His take, though contended, was very much appreciated. It was exciting to hear that classical music could be popular, maybe not at the level of its counterparts, but at least still harbouring the universal potential to speak to people. To most connoisseurs, the genre is like a beautiful language that no one can understand. But to a select few optimists, it is a beautiful language that anyone can learn to understand.
Suntook enlightened me about the appreciation lessons held at the centre where Jimmy Bilimoria screens opera on Tuesdays and explains each piece in detail. Generally, he recommends listening to classical composers with a keen ear and becoming educated about each’s oeuvre and context. This background reading and effortful listening might sound tedious but it is not distinctive to the classical genre. Any style of music that a ear might be unfamiliar with is bound to be incomprehensible on first listen. I imagine Strauss too would require hefty research and furrowed eyebrows to understand the zest of modern pop. It is not that people don’t like classical. It is that they can’t decipher it just yet. But, like Suntook asserts, “Classical music is for everybody.”

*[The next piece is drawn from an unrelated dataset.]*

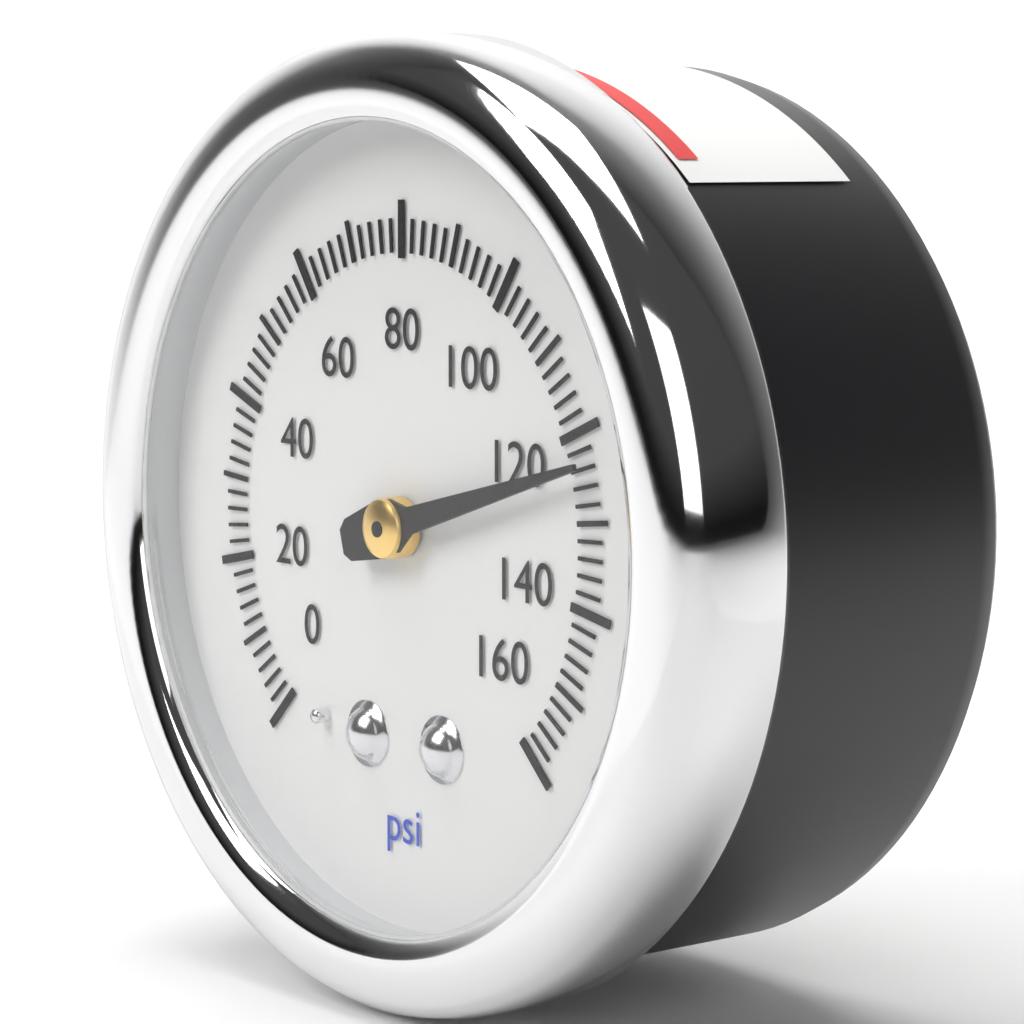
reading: 124 psi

I was reluctant to believe that when he first said that to me. Then, two days later at the concert, Zubin Mehta mixed together the spices, the water, the meat and the heat to play ‘Tritsch-Tratsch-Polka’, a piece inspired by Vienna’s gossip culture. His effortless hand captured the pithy, lively composition that mimics the city’s social life characterised by rapid chatter and occasional frivolity. You could tell how endeared Strauss was by Vienna, and I expected to be transported there immediately when I heard it.
But how could I? “Classical music is for everybody.” Not because it takes you where it wants you to go, but brings you back to where you’ve already been. I knew ‘Tritsch-Tratsch-Polka’ was about Vienna. But, when I closed my eyes, it was like he wrote it for Bombay.